Mojo was in the basic design stages. I'm sure they would've increased that to FP32 / 128-bit once DX9's spec started to materialise. When we first got wind of the idea of Mojo and 64-bit, that was pretty darn impressive, considering that 128-bit wasn't much more than a twinkle in John Carmack's eye then.
Ailuros said:
http://www.digit-life.com/articles/radeon/radeon_q3_tlf_anisotrop.jpg
Tagrineth said:
jvd just pointed out to me that while R6 is capable of it, it isn't used because of performance, which makes sense to me.
No comment on that. I certainly do need to get my facts str8 right?
=) I asked you to prove me wrong, and you did. I didn't say that what I said was absolute gospel or anything.... when I said it, I even said "I'm pretty sure" and "Prove me wrong"... and you just did.
Ailuros said:
ATI had enough mindshare and sales presentages to achieve higher degrees of multitexturing then, one thing that didn't happen, just because developers care more about the lowes possible common denominator. Does it also help that the difference for Serious Sam you mentioned up there in terms of multitexturing, the difference between single to quad texturing is in the ~11% ballpark?

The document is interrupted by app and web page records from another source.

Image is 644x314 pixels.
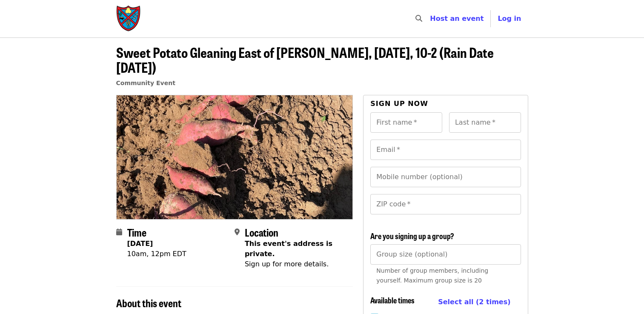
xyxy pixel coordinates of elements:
input: ZIP code [370,194,521,214]
img: Sweet Potato Gleaning East of Denton, Nov 1, 10-2 (Rain Date Nov 7) organized by Society of St. A... [117,95,353,219]
span: Sign up for more details. [245,260,328,268]
input: First name [370,112,442,133]
i: search icon [415,15,422,22]
i: map-marker-alt icon [235,228,240,236]
img: Society of St. Andrew - Home [116,5,142,32]
input: Search [427,9,434,29]
span: Available times [370,294,415,305]
a: Host an event [430,15,484,22]
span: Select all (2 times) [438,298,510,306]
input: Mobile number (optional) [370,167,521,187]
strong: [DATE] [127,239,153,248]
span: Log in [497,15,521,22]
span: Location [245,225,278,239]
span: Are you signing up a group? [370,230,454,241]
span: This event's address is private. [245,239,333,258]
span: Time [127,225,147,239]
button: Select all (2 times) [438,296,510,309]
span: Sweet Potato Gleaning East of [PERSON_NAME], [DATE], 10-2 (Rain Date [DATE]) [116,42,494,77]
span: Number of group members, including yourself. Maximum group size is 20 [377,267,488,284]
input: Email [370,140,521,160]
i: calendar icon [116,228,122,236]
span: About this event [116,295,181,310]
div: 10am, 12pm EDT [127,249,186,259]
input: Last name [449,112,521,133]
button: Log in [491,10,528,27]
span: Sign up now [370,99,428,108]
a: Community Event [116,80,175,87]
input: [object Object] [370,244,521,265]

Even today how many games exceed 4-5 texture layers?
Ah, but did ATi *push* massive multi-texturing?
Added: And you don't think having TWO top-tier IHV's pushing heavy MT would've helped its adoption?
Ailuros said:
Oh so that's the reason then and not maybe the fact that current implementations have proven themselves far more efficient in the meantime?
Did I say otherwise? No. You once again put words in my mouth.
All I did was give you the exact reason why nobody used 3dfx's trickery... and I did that for a reason.
Although I have to say that, current implementations aren't so much more efficient, as they are more effective, especially IQ-wise, and they're more ubiquitous, so to speak. 3dfx's could provide their trick AF with around a 1% performance hit with supersampled AA or a somewhat higher percent hit (can't be determined) with multisampled AA... but at this point only nVidia would be interested in the idea, considering ATi has more or less forsaken supersampling. The multisampling version wasn't that great compared to real AF, but it did get some kind of work done.
In any case, though, as you say, there's no use for that anymore anyway because there are more useful methods in place.
Ailuros said:
Right back at you
Right back at you too =)
Ailuros said:
Bingo! You think you're telling me something new here or what? And while the competition was pumping out advanced featureset one after the other they were just revamping old tired cores until they finally would have had that damn thing ready. That still doesn't change the fact that Spectre was only NV20/5 competitive material and that's about it.
It's a shame, really... but had Rampage been released right after V2, it would've been pretty useless. That form of Rampage was pretty poor. V3 performed better... why do you think, once Banshee had already delayed Rampage, they went ahead with V3 instead of pushing Rampage out the doors? The next two incarnations of Rampage wouldn't have competed as well as VSA-100 either, and that says a lot.
And if you'll look up, I've discussed what Rampage should compete with, and if you look in the very long Rampage / Revenge threads here, you'll see that I've only really been claiming that level of competition. The only way it would be higher is with... questionable... results and methods.
Ailuros said:
We're in the realm of 16-layer MT capable cards today and are facing in the next generation hundreds of instruction slots, MRT's and preferably full FP32 accuracy. Give it a rest.
Yup! It's pretty cool where the graphics industry is now 8) I wonder what things would look like if 3dfx had survived, though... probably not too different, except for one huge change - NV30 probably would've been out on time, though it would've been pretty different from what we see today.